Large Breakdowns of Entanglement Wedge Reconstruction
Chris Akers, Stefan Leichenauer, Adam Levine
TL;DR
This work shows that the reconstruction wedge (RW) — the boundary-accessible bulk region consistent across a code subspace — can be parametrically smaller than the entanglement wedge (EW) even when backreaction is small. By constructing simple dustball code subspaces in AdS/CFT, the authors demonstrate macroscopic separations between RW and EW, including cases where the quantum extremal surface diverges macroscopically from the Ryu-Takayanagi surface. They illustrate that subspace-dependent bulk reconstruction is essential, independent of horizons, and that the position of the quantum extremal surface can be significantly different from the RT surface. The results provide a tractable, horizon-free setting to study state-dependent reconstruction and offer insight into the geometry of generalized entropy and potential implications for black hole interiors in holography.
Abstract
We show that the bulk region reconstructable from a given boundary subregion --- which we term the reconstruction wedge --- can be much smaller than the entanglement wedge even when backreaction is small. We find arbitrarily large separations between the reconstruction and entanglement wedges in near-vacuum states for regions close to an entanglement phase transition, and for more general regions in states with large energy (but very low energy density). Our examples also illustrate situations for which the quantum extremal surface is macroscopically different from the Ryu-Takayanagi surface.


• Brief: Reproduce every entry that follows word for word, but omit the images.

• Items from a figure collection:
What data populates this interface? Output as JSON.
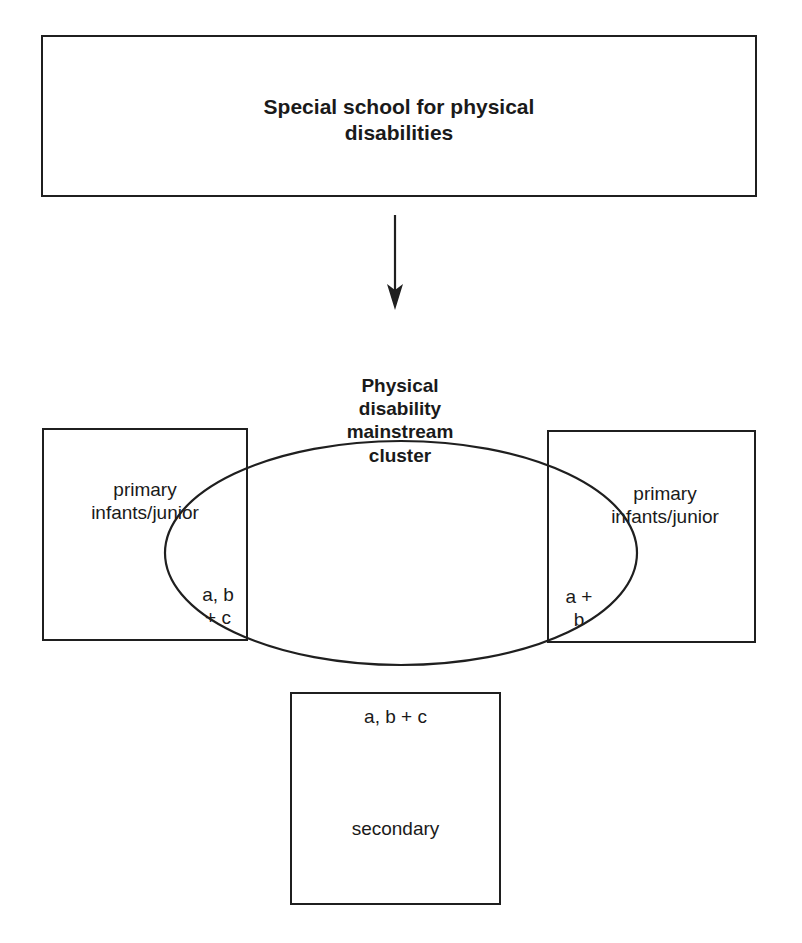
{
  "diagram": {
    "type": "flow-with-cluster",
    "source": {
      "label": "Special school for physical\ndisabilities"
    },
    "arrow": {
      "direction": "down",
      "from": "source",
      "to": "cluster"
    },
    "cluster": {
      "label": "Physical\ndisability\nmainstream\ncluster"
    },
    "schools": [
      {
        "id": "left",
        "label": "primary\ninfants/junior",
        "overlap_label": "a, b\n+ c"
      },
      {
        "id": "right",
        "label": "primary\ninfants/junior",
        "overlap_label": "a +\nb"
      },
      {
        "id": "bottom",
        "label": "secondary",
        "overlap_label": "a, b + c"
      }
    ],
    "colors": {
      "stroke": "#1f1f1f",
      "background": "#ffffff",
      "text": "#1a1a1a"
    }
  }
}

• Answer space:
What data populates this interface? Output as JSON.
{
  "diagram": {
    "type": "flow-with-cluster",
    "source": {
      "label": "Special school for physical\ndisabilities"
    },
    "arrow": {
      "direction": "down",
      "from": "source",
      "to": "cluster"
    },
    "cluster": {
      "label": "Physical\ndisability\nmainstream\ncluster"
    },
    "schools": [
      {
        "id": "left",
        "label": "primary\ninfants/junior",
        "overlap_label": "a, b\n+ c"
      },
      {
        "id": "right",
        "label": "primary\ninfants/junior",
        "overlap_label": "a +\nb"
      },
      {
        "id": "bottom",
        "label": "secondary",
        "overlap_label": "a, b + c"
      }
    ],
    "colors": {
      "stroke": "#1f1f1f",
      "background": "#ffffff",
      "text": "#1a1a1a"
    }
  }
}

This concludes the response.